• [WHAT YOU WILL DO] All of the data is to be copied word for word.

• [Source records]
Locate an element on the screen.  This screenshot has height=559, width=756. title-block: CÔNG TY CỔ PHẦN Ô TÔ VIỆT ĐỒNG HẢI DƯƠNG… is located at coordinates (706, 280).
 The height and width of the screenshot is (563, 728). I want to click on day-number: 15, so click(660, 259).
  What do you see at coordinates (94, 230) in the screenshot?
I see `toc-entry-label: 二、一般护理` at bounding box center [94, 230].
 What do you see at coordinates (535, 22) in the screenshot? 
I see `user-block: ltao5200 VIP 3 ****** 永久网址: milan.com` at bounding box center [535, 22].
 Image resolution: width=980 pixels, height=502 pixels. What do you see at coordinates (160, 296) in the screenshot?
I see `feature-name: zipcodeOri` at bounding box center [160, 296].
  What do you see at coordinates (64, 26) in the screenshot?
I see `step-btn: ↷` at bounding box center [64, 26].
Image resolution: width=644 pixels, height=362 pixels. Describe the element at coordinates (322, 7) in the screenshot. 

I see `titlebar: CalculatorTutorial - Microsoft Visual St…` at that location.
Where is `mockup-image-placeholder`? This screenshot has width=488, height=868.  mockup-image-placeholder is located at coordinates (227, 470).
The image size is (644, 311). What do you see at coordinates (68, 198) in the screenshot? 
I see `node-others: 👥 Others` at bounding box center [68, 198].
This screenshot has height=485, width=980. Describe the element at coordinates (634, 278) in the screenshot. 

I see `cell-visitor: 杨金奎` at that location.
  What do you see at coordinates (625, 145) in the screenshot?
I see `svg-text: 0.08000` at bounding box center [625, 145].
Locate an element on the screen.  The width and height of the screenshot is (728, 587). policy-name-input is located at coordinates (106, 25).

• [TASK RESPONSE]
Locate an element on the screen.  This screenshot has height=559, width=756. title-block: CÔNG TY CỔ PHẦN Ô TÔ VIỆT ĐỒNG HẢI DƯƠNG… is located at coordinates (706, 280).
 The height and width of the screenshot is (563, 728). I want to click on day-number: 15, so click(660, 259).
  What do you see at coordinates (94, 230) in the screenshot?
I see `toc-entry-label: 二、一般护理` at bounding box center [94, 230].
 What do you see at coordinates (535, 22) in the screenshot? 
I see `user-block: ltao5200 VIP 3 ****** 永久网址: milan.com` at bounding box center [535, 22].
 Image resolution: width=980 pixels, height=502 pixels. What do you see at coordinates (160, 296) in the screenshot?
I see `feature-name: zipcodeOri` at bounding box center [160, 296].
  What do you see at coordinates (64, 26) in the screenshot?
I see `step-btn: ↷` at bounding box center [64, 26].
Image resolution: width=644 pixels, height=362 pixels. Describe the element at coordinates (322, 7) in the screenshot. 

I see `titlebar: CalculatorTutorial - Microsoft Visual St…` at that location.
Where is `mockup-image-placeholder`? This screenshot has width=488, height=868.  mockup-image-placeholder is located at coordinates (227, 470).
The image size is (644, 311). What do you see at coordinates (68, 198) in the screenshot? 
I see `node-others: 👥 Others` at bounding box center [68, 198].
This screenshot has height=485, width=980. Describe the element at coordinates (634, 278) in the screenshot. 

I see `cell-visitor: 杨金奎` at that location.
  What do you see at coordinates (625, 145) in the screenshot?
I see `svg-text: 0.08000` at bounding box center [625, 145].
Locate an element on the screen.  The width and height of the screenshot is (728, 587). policy-name-input is located at coordinates (106, 25).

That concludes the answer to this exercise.